The first Wall Street
When Americans think of investment and finance, they think of Wall Street—though this was not always the case. During the dawn of the Republic, Philadelphia was the center of American finance. The first stock exchange in the nation was founded there in 1790, and around it the bustling thoroughfare known as Chestnut Street was home to the nation's most powerful financial institutions. The First Wall Street recounts the fascinating history of Chestnut Street and its forgotten role in the birth of American finance. According to Robert E. Wright, Philadelphia, known for its cultivation of liberty and freedom, blossomed into a financial epicenter during the nation's colonial period.
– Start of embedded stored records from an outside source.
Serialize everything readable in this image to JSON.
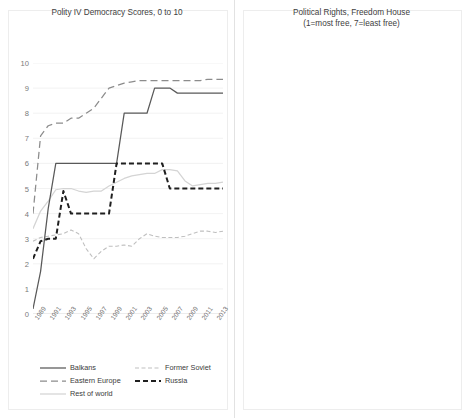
{
  "figure": {
    "background": "#ffffff",
    "panel_border": "#ededed"
  },
  "series_styles": {
    "balkans": {
      "color": "#595959",
      "width": 1.25,
      "dash": "none"
    },
    "eastern_europe": {
      "color": "#8c8c8c",
      "width": 1.25,
      "dash": "7 4"
    },
    "rest_of_world": {
      "color": "#d4d4d4",
      "width": 1.25,
      "dash": "none"
    },
    "former_soviet": {
      "color": "#bfbfbf",
      "width": 1.1,
      "dash": "4 2.5"
    },
    "russia": {
      "color": "#1f1f1f",
      "width": 2.0,
      "dash": "5 3"
    }
  },
  "left_panel": {
    "title": "Polity IV Democracy Scores, 0 to 10",
    "legend": {
      "items": [
        {
          "label": "Balkans",
          "key": "balkans"
        },
        {
          "label": "Former Soviet",
          "key": "former_soviet"
        },
        {
          "label": "Eastern Europe",
          "key": "eastern_europe"
        },
        {
          "label": "Russia",
          "key": "russia"
        },
        {
          "label": "Rest of world",
          "key": "rest_of_world"
        }
      ]
    }
  },
  "right_panel": {
    "title_line1": "Political Rights, Freedom House",
    "title_line2": "(1=most free, 7=least free)",
    "legend": {
      "items": [
        {
          "label": "Balkans",
          "key": "balkans"
        },
        {
          "label": "Fomer Soviet",
          "key": "former_soviet"
        },
        {
          "label": "Eastern Europe",
          "key": "eastern_europe"
        },
        {
          "label": "Russia",
          "key": "russia"
        },
        {
          "label": "Rest of world",
          "key": "rest_of_world"
        }
      ]
    }
  },
  "chart_data": [
    {
      "type": "line",
      "id": "polity",
      "title": "Polity IV Democracy Scores, 0 to 10",
      "xlabel": "",
      "ylabel": "",
      "ylim": [
        0,
        10
      ],
      "yticks": [
        0,
        1,
        2,
        3,
        4,
        5,
        6,
        7,
        8,
        9,
        10
      ],
      "xlim": [
        1989,
        2014
      ],
      "x": [
        1989,
        1990,
        1991,
        1992,
        1993,
        1994,
        1995,
        1996,
        1997,
        1998,
        1999,
        2000,
        2001,
        2002,
        2003,
        2004,
        2005,
        2006,
        2007,
        2008,
        2009,
        2010,
        2011,
        2012,
        2013,
        2014
      ],
      "xticks": [
        1989,
        1991,
        1993,
        1995,
        1997,
        1999,
        2001,
        2003,
        2005,
        2007,
        2009,
        2011,
        2013
      ],
      "grid": "horizontal",
      "legend_position": "bottom",
      "series": [
        {
          "name": "Balkans",
          "key": "balkans",
          "values": [
            0.2,
            1.7,
            4.2,
            6,
            6,
            6,
            6,
            6,
            6,
            6,
            6,
            6,
            8,
            8,
            8,
            8,
            9,
            9,
            9,
            8.8,
            8.8,
            8.8,
            8.8,
            8.8,
            8.8,
            8.8
          ]
        },
        {
          "name": "Eastern Europe",
          "key": "eastern_europe",
          "values": [
            4,
            7.1,
            7.5,
            7.6,
            7.6,
            7.8,
            7.8,
            8,
            8.2,
            8.6,
            9,
            9.1,
            9.2,
            9.25,
            9.3,
            9.3,
            9.3,
            9.3,
            9.3,
            9.3,
            9.3,
            9.3,
            9.3,
            9.35,
            9.35,
            9.35
          ]
        },
        {
          "name": "Russia",
          "key": "russia",
          "values": [
            2.2,
            2.9,
            3,
            3,
            4.9,
            4,
            4,
            4,
            4,
            4,
            4,
            6,
            6,
            6,
            6,
            6,
            6,
            6,
            5,
            5,
            5,
            5,
            5,
            5,
            5,
            5
          ]
        },
        {
          "name": "Former Soviet",
          "key": "former_soviet",
          "values": [
            2.9,
            3.05,
            3.1,
            3.15,
            3.2,
            3.35,
            3.2,
            2.6,
            2.2,
            2.5,
            2.7,
            2.7,
            2.75,
            2.7,
            3.0,
            3.2,
            3.1,
            3.05,
            3.05,
            3.05,
            3.1,
            3.2,
            3.3,
            3.3,
            3.25,
            3.3
          ]
        },
        {
          "name": "Rest of world",
          "key": "rest_of_world",
          "values": [
            3.4,
            4.1,
            4.5,
            4.95,
            5.0,
            5.0,
            4.9,
            4.85,
            4.9,
            4.9,
            5.1,
            5.25,
            5.4,
            5.5,
            5.55,
            5.6,
            5.6,
            5.75,
            5.75,
            5.7,
            5.3,
            5.1,
            5.15,
            5.2,
            5.2,
            5.25
          ]
        }
      ]
    },
    {
      "type": "line",
      "id": "freedom-house",
      "title": "Political Rights, Freedom House (1=most free, 7=least free)",
      "xlabel": "",
      "ylabel": "",
      "ylim": [
        0,
        8
      ],
      "yticks": [
        0,
        1,
        2,
        3,
        4,
        5,
        6,
        7,
        8
      ],
      "xlim": [
        1989,
        2015
      ],
      "x": [
        1989,
        1990,
        1991,
        1992,
        1993,
        1994,
        1995,
        1996,
        1997,
        1998,
        1999,
        2000,
        2001,
        2002,
        2003,
        2004,
        2005,
        2006,
        2007,
        2008,
        2009,
        2010,
        2011,
        2012,
        2013,
        2014,
        2015
      ],
      "xticks": [
        1989,
        1991,
        1993,
        1995,
        1997,
        1999,
        2001,
        2003,
        2005,
        2007,
        2009,
        2011,
        2013,
        2015
      ],
      "grid": "horizontal",
      "legend_position": "bottom",
      "series": [
        {
          "name": "Balkans",
          "key": "balkans",
          "values": [
            7,
            7,
            5.9,
            4.0,
            5.3,
            4.4,
            5.3,
            5.2,
            5.2,
            5.2,
            5.2,
            4.6,
            3.6,
            3.2,
            3.05,
            3.0,
            3.0,
            3.05,
            2.75,
            2.9,
            3.0,
            3.0,
            2.95,
            3.0,
            2.9,
            2.95,
            3.0
          ]
        },
        {
          "name": "Eastern Europe",
          "key": "eastern_europe",
          "values": [
            6.6,
            5.3,
            3.9,
            3.1,
            2.3,
            1.9,
            1.6,
            1.4,
            1.35,
            1.3,
            1.3,
            1.3,
            1.3,
            1.35,
            1.3,
            1.3,
            1.3,
            1.3,
            1.3,
            1.3,
            1.35,
            1.35,
            1.4,
            1.4,
            1.4,
            1.4,
            1.4
          ]
        },
        {
          "name": "Russia",
          "key": "russia",
          "values": [
            3,
            3,
            3,
            3,
            3,
            3,
            3,
            3,
            3.6,
            4,
            4,
            4,
            4.6,
            5,
            6,
            6,
            6,
            6,
            6,
            6,
            6,
            6,
            6,
            6,
            6,
            6,
            6
          ]
        },
        {
          "name": "Fomer Soviet",
          "key": "former_soviet",
          "values": [
            7,
            7,
            5.3,
            5.0,
            5.2,
            5.25,
            5.2,
            5.25,
            5.25,
            5.25,
            5.3,
            5.3,
            5.45,
            5.5,
            5.5,
            5.45,
            5.4,
            5.3,
            5.45,
            5.5,
            5.55,
            5.6,
            5.6,
            5.55,
            5.45,
            5.5,
            5.5
          ]
        },
        {
          "name": "Rest of world",
          "key": "rest_of_world",
          "values": [
            4.3,
            4.25,
            4.2,
            4.1,
            4.05,
            4.0,
            3.95,
            3.9,
            3.85,
            3.8,
            3.7,
            3.6,
            3.5,
            3.4,
            3.3,
            3.25,
            3.2,
            3.2,
            3.2,
            3.2,
            3.2,
            3.2,
            3.2,
            3.2,
            3.2,
            3.2,
            3.2
          ]
        }
      ]
    }
  ]
}
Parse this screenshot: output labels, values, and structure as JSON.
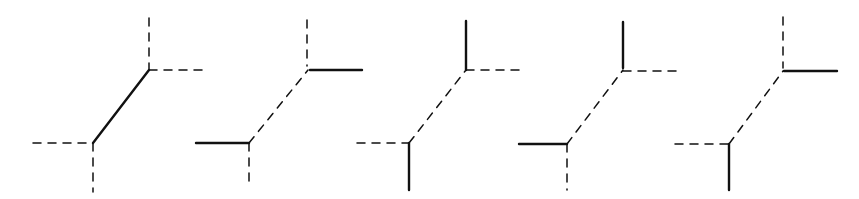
{
  "diagram": {
    "title": "",
    "stroke_color": "#111111",
    "background": "#ffffff",
    "figures": [
      {
        "id": "figure-1",
        "upper_junction": [
          149,
          70
        ],
        "lower_junction": [
          93,
          143
        ],
        "edges": [
          {
            "name": "upper-vertical",
            "from": [
              149,
              18
            ],
            "to": [
              149,
              70
            ],
            "style": "dashed"
          },
          {
            "name": "upper-horizontal",
            "from": [
              149,
              70
            ],
            "to": [
              204,
              70
            ],
            "style": "dashed"
          },
          {
            "name": "diagonal",
            "from": [
              93,
              143
            ],
            "to": [
              149,
              70
            ],
            "style": "solid"
          },
          {
            "name": "lower-horizontal",
            "from": [
              33,
              143
            ],
            "to": [
              93,
              143
            ],
            "style": "dashed"
          },
          {
            "name": "lower-vertical",
            "from": [
              93,
              143
            ],
            "to": [
              93,
              192
            ],
            "style": "dashed"
          }
        ]
      },
      {
        "id": "figure-2",
        "upper_junction": [
          308,
          70
        ],
        "lower_junction": [
          249,
          143
        ],
        "edges": [
          {
            "name": "upper-vertical",
            "from": [
              307,
              20
            ],
            "to": [
              307,
              66
            ],
            "style": "dashed"
          },
          {
            "name": "upper-horizontal",
            "from": [
              310,
              70
            ],
            "to": [
              362,
              70
            ],
            "style": "solid"
          },
          {
            "name": "diagonal",
            "from": [
              249,
              143
            ],
            "to": [
              308,
              70
            ],
            "style": "dashed"
          },
          {
            "name": "lower-horizontal",
            "from": [
              196,
              143
            ],
            "to": [
              249,
              143
            ],
            "style": "solid"
          },
          {
            "name": "lower-vertical",
            "from": [
              249,
              143
            ],
            "to": [
              249,
              188
            ],
            "style": "dashed"
          }
        ]
      },
      {
        "id": "figure-3",
        "upper_junction": [
          466,
          70
        ],
        "lower_junction": [
          409,
          143
        ],
        "edges": [
          {
            "name": "upper-vertical",
            "from": [
              466,
              21
            ],
            "to": [
              466,
              70
            ],
            "style": "solid"
          },
          {
            "name": "upper-horizontal",
            "from": [
              466,
              70
            ],
            "to": [
              520,
              70
            ],
            "style": "dashed"
          },
          {
            "name": "diagonal",
            "from": [
              409,
              143
            ],
            "to": [
              466,
              70
            ],
            "style": "dashed"
          },
          {
            "name": "lower-horizontal",
            "from": [
              357,
              143
            ],
            "to": [
              409,
              143
            ],
            "style": "dashed"
          },
          {
            "name": "lower-vertical",
            "from": [
              409,
              143
            ],
            "to": [
              409,
              190
            ],
            "style": "solid"
          }
        ]
      },
      {
        "id": "figure-4",
        "upper_junction": [
          623,
          70
        ],
        "lower_junction": [
          567,
          144
        ],
        "edges": [
          {
            "name": "upper-vertical",
            "from": [
              623,
              22
            ],
            "to": [
              623,
              68
            ],
            "style": "solid"
          },
          {
            "name": "upper-horizontal",
            "from": [
              623,
              71
            ],
            "to": [
              680,
              71
            ],
            "style": "dashed"
          },
          {
            "name": "diagonal",
            "from": [
              567,
              144
            ],
            "to": [
              623,
              70
            ],
            "style": "dashed"
          },
          {
            "name": "lower-horizontal",
            "from": [
              519,
              144
            ],
            "to": [
              567,
              144
            ],
            "style": "solid"
          },
          {
            "name": "lower-vertical",
            "from": [
              567,
              144
            ],
            "to": [
              567,
              190
            ],
            "style": "dashed"
          }
        ]
      },
      {
        "id": "figure-5",
        "upper_junction": [
          783,
          70
        ],
        "lower_junction": [
          729,
          144
        ],
        "edges": [
          {
            "name": "upper-vertical",
            "from": [
              783,
              17
            ],
            "to": [
              783,
              68
            ],
            "style": "dashed"
          },
          {
            "name": "upper-horizontal",
            "from": [
              784,
              71
            ],
            "to": [
              837,
              71
            ],
            "style": "solid"
          },
          {
            "name": "diagonal",
            "from": [
              729,
              144
            ],
            "to": [
              783,
              71
            ],
            "style": "dashed"
          },
          {
            "name": "lower-horizontal",
            "from": [
              675,
              144
            ],
            "to": [
              729,
              144
            ],
            "style": "dashed"
          },
          {
            "name": "lower-vertical",
            "from": [
              729,
              144
            ],
            "to": [
              729,
              190
            ],
            "style": "solid"
          }
        ]
      }
    ]
  }
}
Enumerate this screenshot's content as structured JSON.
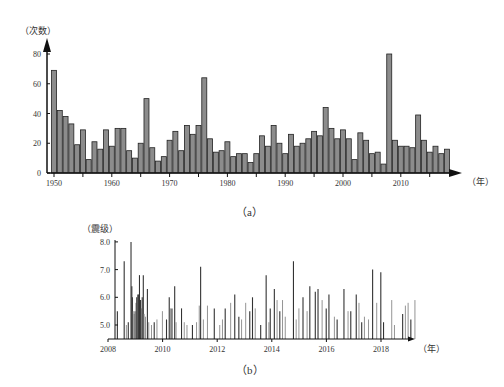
{
  "chart_data": [
    {
      "panel": "a",
      "type": "bar",
      "caption": "（a）",
      "ylabel": "（次数）",
      "xlabel": "（年）",
      "ylim": [
        0,
        80
      ],
      "yticks": [
        "0",
        "20",
        "40",
        "60",
        "80"
      ],
      "xticks": [
        "1950",
        "1960",
        "1970",
        "1980",
        "1990",
        "2000",
        "2010"
      ],
      "grid": false,
      "bar_color": "#8c8c8c",
      "bar_edge": "#222222",
      "categories": [
        1950,
        1951,
        1952,
        1953,
        1954,
        1955,
        1956,
        1957,
        1958,
        1959,
        1960,
        1961,
        1962,
        1963,
        1964,
        1965,
        1966,
        1967,
        1968,
        1969,
        1970,
        1971,
        1972,
        1973,
        1974,
        1975,
        1976,
        1977,
        1978,
        1979,
        1980,
        1981,
        1982,
        1983,
        1984,
        1985,
        1986,
        1987,
        1988,
        1989,
        1990,
        1991,
        1992,
        1993,
        1994,
        1995,
        1996,
        1997,
        1998,
        1999,
        2000,
        2001,
        2002,
        2003,
        2004,
        2005,
        2006,
        2007,
        2008,
        2009,
        2010,
        2011,
        2012,
        2013,
        2014,
        2015,
        2016,
        2017,
        2018
      ],
      "values": [
        69,
        42,
        38,
        33,
        19,
        29,
        9,
        21,
        16,
        29,
        18,
        30,
        30,
        15,
        10,
        20,
        50,
        17,
        8,
        11,
        22,
        28,
        15,
        32,
        26,
        32,
        64,
        23,
        14,
        15,
        21,
        11,
        13,
        13,
        7,
        13,
        25,
        18,
        32,
        20,
        13,
        26,
        18,
        20,
        23,
        28,
        25,
        44,
        30,
        23,
        29,
        23,
        9,
        27,
        22,
        13,
        14,
        6,
        80,
        22,
        18,
        18,
        17,
        39,
        22,
        14,
        18,
        13,
        16
      ]
    },
    {
      "panel": "b",
      "type": "bar",
      "caption": "（b）",
      "ylabel": "（震级）",
      "xlabel": "（年）",
      "ylim": [
        4.5,
        8.0
      ],
      "yticks": [
        "5.0",
        "6.0",
        "7.0",
        "8.0"
      ],
      "xticks": [
        "2008",
        "2010",
        "2012",
        "2014",
        "2016",
        "2018"
      ],
      "grid": false,
      "note": "Each vertical line is one earthquake event; magnitude read from line top.",
      "events": [
        {
          "t": 2008.05,
          "m": 5.5
        },
        {
          "t": 2008.3,
          "m": 7.3
        },
        {
          "t": 2008.38,
          "m": 5.0
        },
        {
          "t": 2008.45,
          "m": 5.1
        },
        {
          "t": 2008.55,
          "m": 8.0
        },
        {
          "t": 2008.58,
          "m": 6.4
        },
        {
          "t": 2008.6,
          "m": 6.0
        },
        {
          "t": 2008.63,
          "m": 5.5
        },
        {
          "t": 2008.66,
          "m": 5.4
        },
        {
          "t": 2008.7,
          "m": 5.5
        },
        {
          "t": 2008.73,
          "m": 5.8
        },
        {
          "t": 2008.76,
          "m": 6.0
        },
        {
          "t": 2008.8,
          "m": 6.1
        },
        {
          "t": 2008.83,
          "m": 6.1
        },
        {
          "t": 2008.86,
          "m": 6.8
        },
        {
          "t": 2008.9,
          "m": 5.9
        },
        {
          "t": 2008.93,
          "m": 5.6
        },
        {
          "t": 2008.96,
          "m": 6.0
        },
        {
          "t": 2009.0,
          "m": 6.8
        },
        {
          "t": 2009.03,
          "m": 5.4
        },
        {
          "t": 2009.08,
          "m": 5.3
        },
        {
          "t": 2009.15,
          "m": 6.3
        },
        {
          "t": 2009.2,
          "m": 5.1
        },
        {
          "t": 2009.3,
          "m": 5.0
        },
        {
          "t": 2009.4,
          "m": 5.1
        },
        {
          "t": 2009.5,
          "m": 5.2
        },
        {
          "t": 2009.7,
          "m": 5.5
        },
        {
          "t": 2009.85,
          "m": 5.2
        },
        {
          "t": 2009.95,
          "m": 6.0
        },
        {
          "t": 2010.0,
          "m": 5.6
        },
        {
          "t": 2010.05,
          "m": 5.6
        },
        {
          "t": 2010.15,
          "m": 6.4
        },
        {
          "t": 2010.2,
          "m": 5.1
        },
        {
          "t": 2010.4,
          "m": 5.6
        },
        {
          "t": 2010.5,
          "m": 5.1
        },
        {
          "t": 2010.6,
          "m": 5.0
        },
        {
          "t": 2010.8,
          "m": 5.0
        },
        {
          "t": 2010.95,
          "m": 5.1
        },
        {
          "t": 2011.05,
          "m": 5.7
        },
        {
          "t": 2011.1,
          "m": 7.1
        },
        {
          "t": 2011.2,
          "m": 5.2
        },
        {
          "t": 2011.35,
          "m": 5.7
        },
        {
          "t": 2011.6,
          "m": 5.6
        },
        {
          "t": 2011.8,
          "m": 5.0
        },
        {
          "t": 2011.9,
          "m": 5.2
        },
        {
          "t": 2012.0,
          "m": 5.6
        },
        {
          "t": 2012.2,
          "m": 5.8
        },
        {
          "t": 2012.35,
          "m": 6.1
        },
        {
          "t": 2012.5,
          "m": 5.3
        },
        {
          "t": 2012.6,
          "m": 5.2
        },
        {
          "t": 2012.75,
          "m": 5.8
        },
        {
          "t": 2012.9,
          "m": 5.5
        },
        {
          "t": 2013.0,
          "m": 6.0
        },
        {
          "t": 2013.1,
          "m": 5.6
        },
        {
          "t": 2013.3,
          "m": 5.0
        },
        {
          "t": 2013.5,
          "m": 6.8
        },
        {
          "t": 2013.6,
          "m": 5.1
        },
        {
          "t": 2013.65,
          "m": 5.6
        },
        {
          "t": 2013.8,
          "m": 6.3
        },
        {
          "t": 2013.9,
          "m": 5.9
        },
        {
          "t": 2014.0,
          "m": 5.5
        },
        {
          "t": 2014.1,
          "m": 5.9
        },
        {
          "t": 2014.2,
          "m": 5.3
        },
        {
          "t": 2014.5,
          "m": 7.3
        },
        {
          "t": 2014.6,
          "m": 5.2
        },
        {
          "t": 2014.7,
          "m": 5.6
        },
        {
          "t": 2014.85,
          "m": 6.0
        },
        {
          "t": 2015.0,
          "m": 5.5
        },
        {
          "t": 2015.1,
          "m": 6.4
        },
        {
          "t": 2015.3,
          "m": 6.2
        },
        {
          "t": 2015.4,
          "m": 6.3
        },
        {
          "t": 2015.55,
          "m": 5.9
        },
        {
          "t": 2015.7,
          "m": 5.6
        },
        {
          "t": 2015.8,
          "m": 6.1
        },
        {
          "t": 2016.0,
          "m": 5.3
        },
        {
          "t": 2016.1,
          "m": 5.2
        },
        {
          "t": 2016.35,
          "m": 6.3
        },
        {
          "t": 2016.5,
          "m": 5.5
        },
        {
          "t": 2016.6,
          "m": 5.5
        },
        {
          "t": 2016.8,
          "m": 6.1
        },
        {
          "t": 2016.9,
          "m": 5.8
        },
        {
          "t": 2017.0,
          "m": 5.1
        },
        {
          "t": 2017.1,
          "m": 5.3
        },
        {
          "t": 2017.25,
          "m": 5.2
        },
        {
          "t": 2017.4,
          "m": 7.0
        },
        {
          "t": 2017.55,
          "m": 5.8
        },
        {
          "t": 2017.7,
          "m": 6.9
        },
        {
          "t": 2017.8,
          "m": 5.1
        },
        {
          "t": 2018.1,
          "m": 5.9
        },
        {
          "t": 2018.2,
          "m": 5.0
        },
        {
          "t": 2018.5,
          "m": 5.4
        },
        {
          "t": 2018.6,
          "m": 5.7
        },
        {
          "t": 2018.7,
          "m": 5.8
        },
        {
          "t": 2018.8,
          "m": 5.2
        },
        {
          "t": 2018.95,
          "m": 5.9
        }
      ]
    }
  ]
}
The continent's most prodigious minds and talented financiers flocked to Philly in droves, and by the eve of the Revolution, the Quaker City was the most financially sophisticated region in North America. The First Wall Street reveals how the city played a leading role in the financing of the American Revolution and emerged from that titanic struggle with not just the wealth it forged in the crucible of war, but an invaluable amount of human capital as well. This capital helped make Philadelphia home to the Bank of the United States, the U.S. Mint, an active securities exchange, and several banks and insurance companies—all clustered in or around Chestnut Street. But as the decades passed, financial institutions were lured to New York, and by the late 1820s only the powerful Second Bank of the United States upheld Philadelphia's financial stature. But when Andrew Jackson vetoed its charter, he sealed the fate of Chestnut Street forever—and of Wall Street too. Finely nuanced and elegantly written, The First Wall Street will appeal to anyone interested in the history of the United States and the origins of its unrivaled economy.